Please, friends don’t let friends use RAID-0 unless said friend really knows what they are doing and has a rigorous back-up routine. Running 3 terabyte drives in a RAID-5 configuration is risky enough with rebuild times going be horrible….but RAID-0, you’ve got to be nuts!

If you rely on the data to do your job, you’ve got to be doubly nuts! Buy yourself an SSD or two and archive files to large properly protected disks when you’ve finished working with them. Don’t kid yourself that you are only storing ‘working files’ on your RAID-0; those working files, the time you really need them…is when you are working on them.


One Comment

  1. Alan says:

    I recently had a RAID disaster, started off with 2 250G barracudas in AID0. When new, based on the published MTBF of the drives it was theoretically more reliable than many single drives, just like every non techie in the world gets in their off the shelf PC. So I wasn’t concerned and as before, continued the monthly backup of my documents and photos.

    It was when you started tweeting about AID0 last month I realised this array was now 4.5 years old I decided to throw another drive in and migrate to RAID5 while upgrading the machine for Portal 2, this is where the cock up occurred.

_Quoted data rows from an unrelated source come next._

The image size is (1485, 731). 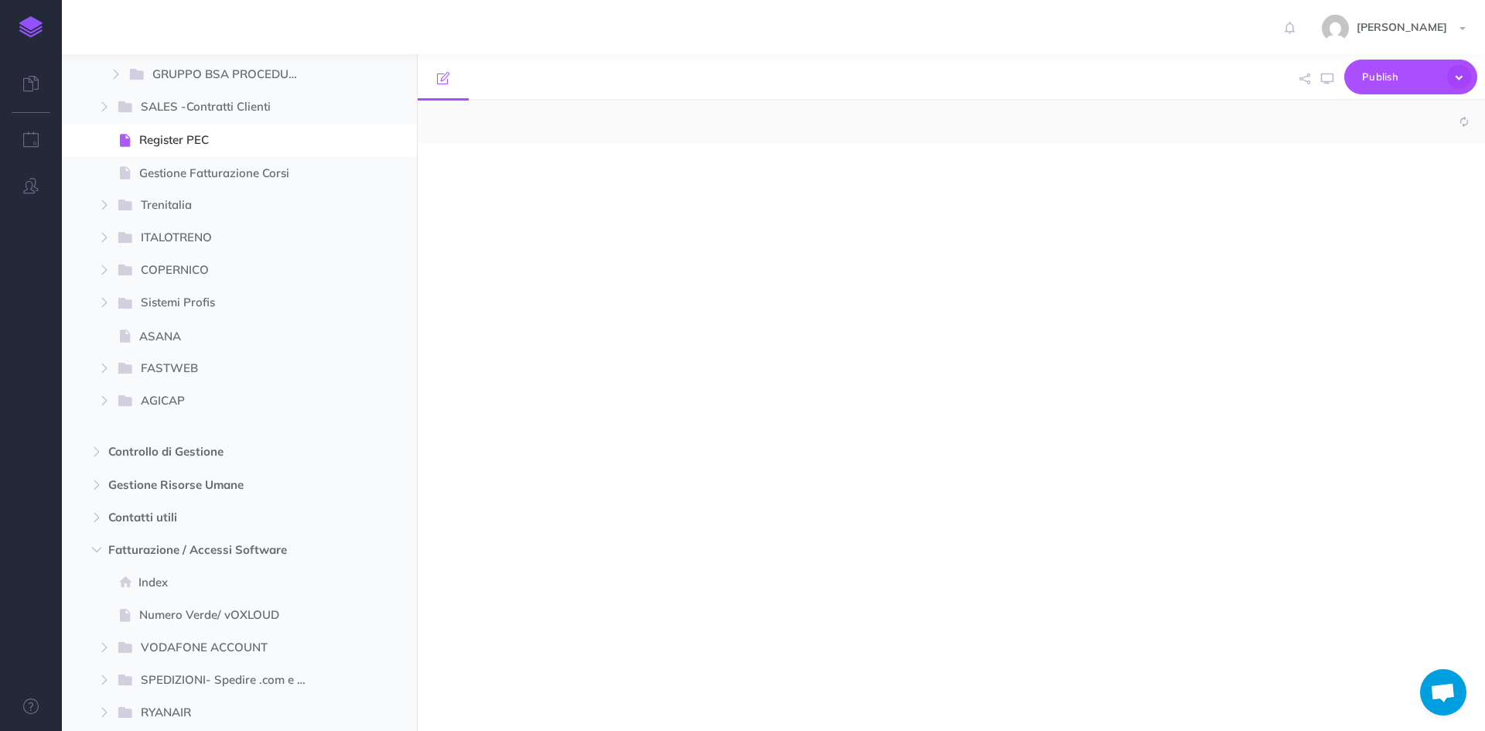 What do you see at coordinates (206, 452) in the screenshot?
I see `span: Controllo di Gestione` at bounding box center [206, 452].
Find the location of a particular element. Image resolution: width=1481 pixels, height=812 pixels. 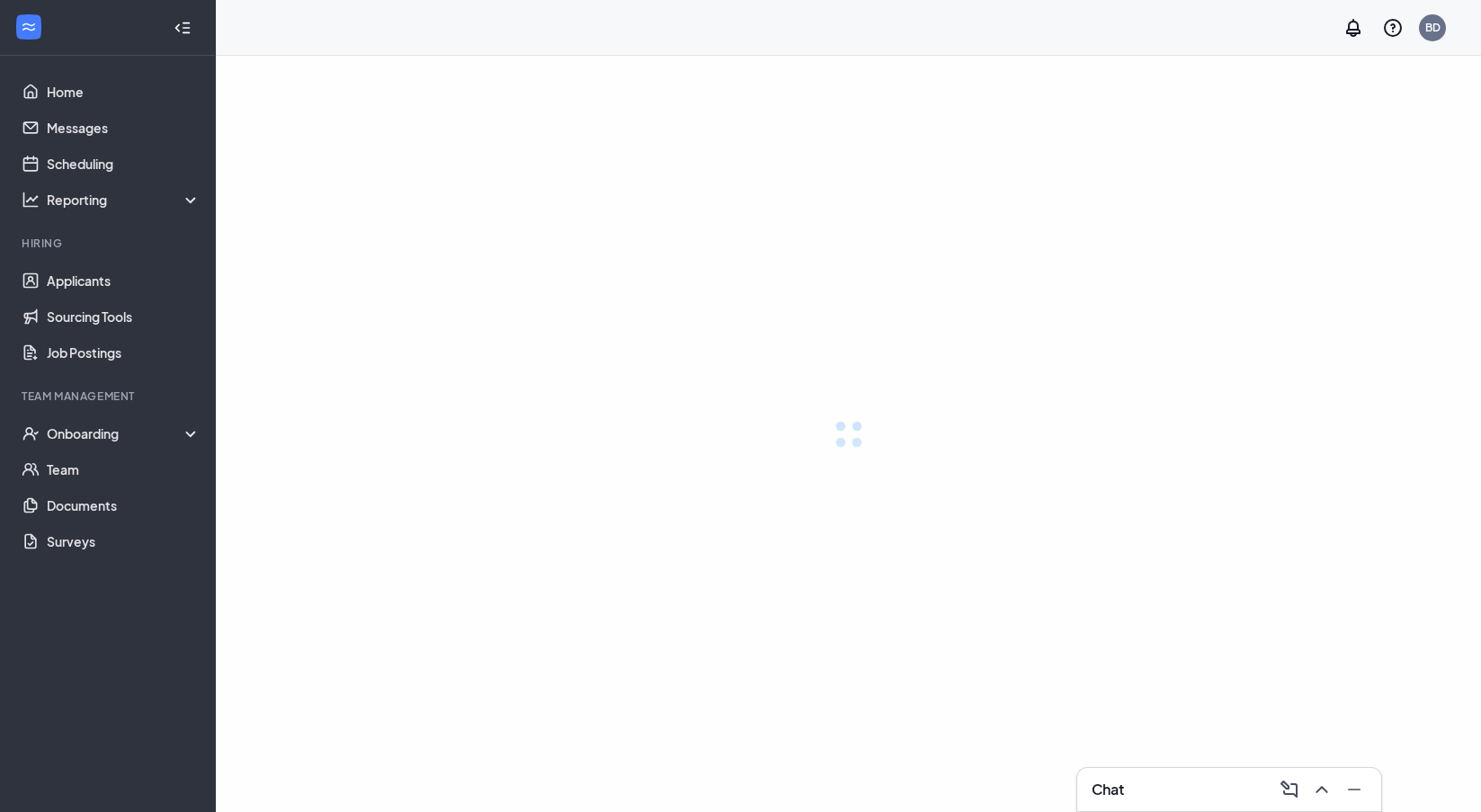

a: Job Postings is located at coordinates (123, 353).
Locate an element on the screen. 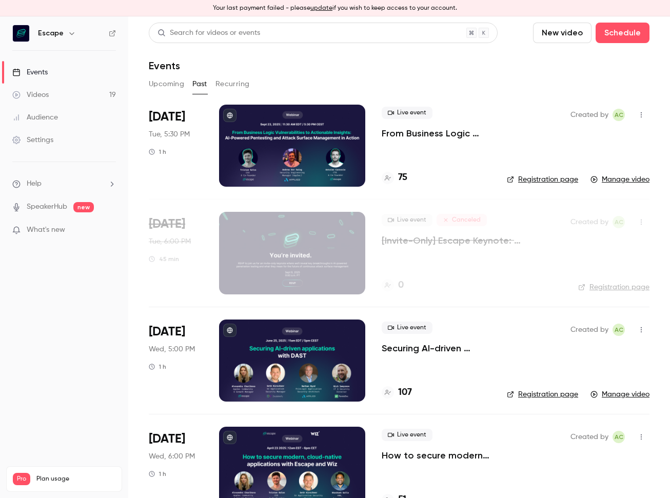 Image resolution: width=670 pixels, height=498 pixels. div: Sep 23 Tue, 5:30 PM (Europe/Amsterdam) is located at coordinates (175, 146).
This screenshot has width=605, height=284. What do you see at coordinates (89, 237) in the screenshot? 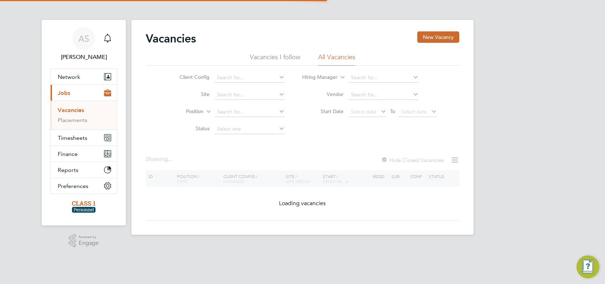
I see `span: Powered by` at bounding box center [89, 237].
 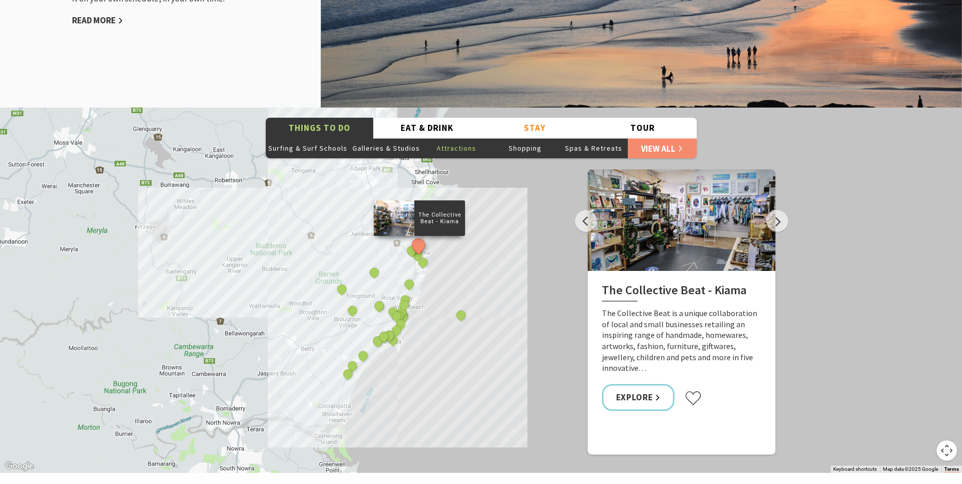 What do you see at coordinates (342, 289) in the screenshot?
I see `button: See detail about Robyn Sharp, Cedar Ridge Studio and Gallery` at bounding box center [342, 289].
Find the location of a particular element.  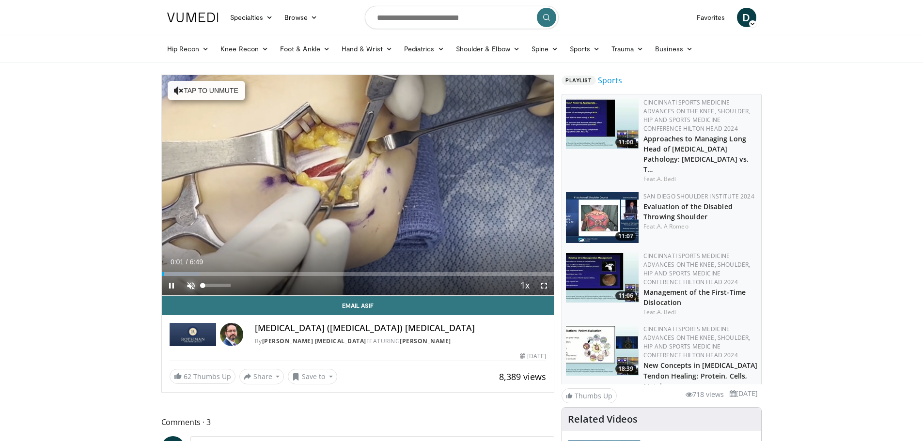

a: 62 Thumbs Up is located at coordinates (202, 376).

    When I plugged in the new drive I didn’t seat the power cable for one of the old drives fully. The machine boots and says the array is offline, and apparently when I went into the Intel RAID config dealie it writes config data, and prevents the array working when I plug the drive back in. So without any hard disk failure the array has been blown away, all because of a glitchy controller software.

    Turns out I didn’t need the backup thus time because I was able to use some RAID recovery tools, which saved me copying my music back to the machine and loosing a lot of TV series and films.

    I don’t think any RAID with the cheap controllers you get in PCs can be considered safe. The backups on my new RAID 5 array shall continue.